The Government’s decision to clamp down on ultrasound tests for pregnant women will impose a burden on poorer women and their doctors.
At present women who have an ultrasound in the first 17 weeks of pregnancy qualify for an $85 Medicare rebate on an average fee of $150. Now the Government wants to limit the rebate in the first 17 weeks to women displaying one of 30 listed conditions and cut the subsidy to $65 for these woman and for women referred after 17 weeks. Women without one of the 30 conditions in the first 17 weeks would get no subsidy.
This will reduce costs to the public purse in the short-term. But those affected will be the poor or the doctors of the poor who charge at reduced rates. It will not immediately stop those who can afford it having ultrasound. It will add to inequity in the health system.

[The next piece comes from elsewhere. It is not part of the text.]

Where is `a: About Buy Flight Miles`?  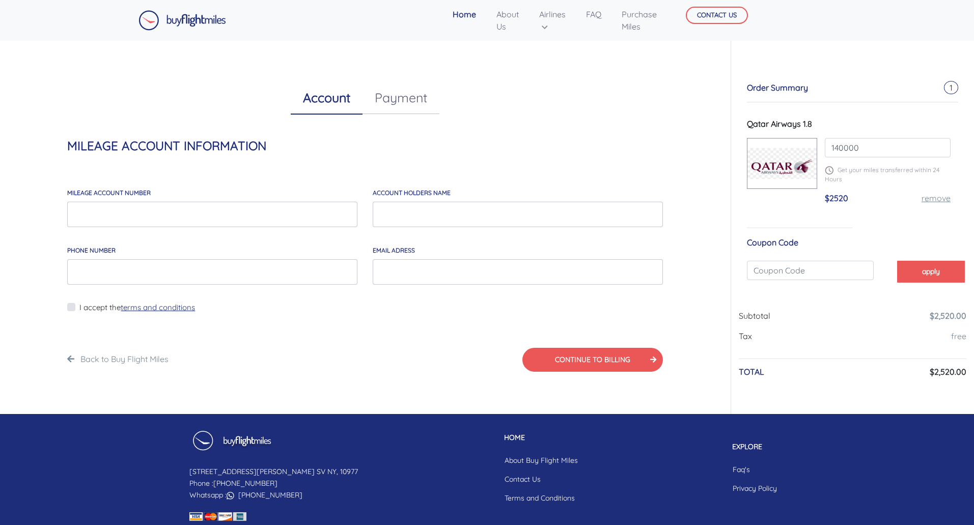
a: About Buy Flight Miles is located at coordinates (541, 460).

Inequality can never be eliminated. Some people will always pay over the top for every procedure going, but are there any grounds to deliberately add inequity?
Doctors are in the invidious position of being accused of over-servicing if they routinely order scans, or being sued if they have not ordered a scan and something goes wrong. This change will not help
But is there an agenda other than cost here? The restriction on the scans in the first 17 weeks is suspicious because that is precisely the time when an abortion would still be a reasonable option in cases of fetal abnormality. Could it be that the Government is responding to religious concerns by limiting ultrasounds so as to limit the resulting abortions. If so, it will only affect those who cannot afford the scan, compounding the inequity of this measure.
Routine ultrasound in early pregnancy has several benefits. Expected birth dates are predicted more accurately. This means doctors are less likely to order drug-induced births on the ground that birth is overdue. It means mothers do not carry on in the false knowledge that birth is a week away. Risks are reduced.
Ultrasound enables earlier detection of multiple pregnancies (and better preparation) and earlier detection fetal malformation at a time when termination of pregnancy is possible.
They are costly but the costs may be justified given the long-term costs of bring up deformed babies and the costs of induction other poor outcomes from poor prediction without ultrasound.
Against that is a small possibility of false negatives: where ultrasound indicates (it can never conclusively show) abnormality where there is none.
Costs are of concern, but the Government has chosen the wrong procedure in ultrasound to rein them in. Given some of the other things the Government spends money on, in this instance it would be better to err on the side of overservicing than inequitable underservicing.
When it comes to health, people are willing to pay more. The Medicare levy should be raised, rather than benefits cut. That the levy could be raised for Timor indicates that it was possible to raise it for health. After all that is what it is supposed to be for.
The Government is mindful that universal, subsidised medicine through Medicare is electorally very popular so it cannot dismantle Medicare and the pharmaceutical benefits scheme without the loss of many votes. But it appears to be willing to erode Medicare by stealth — by not keeping scheduled fees up with inflation, or even reducing them as in the case of ultrasound.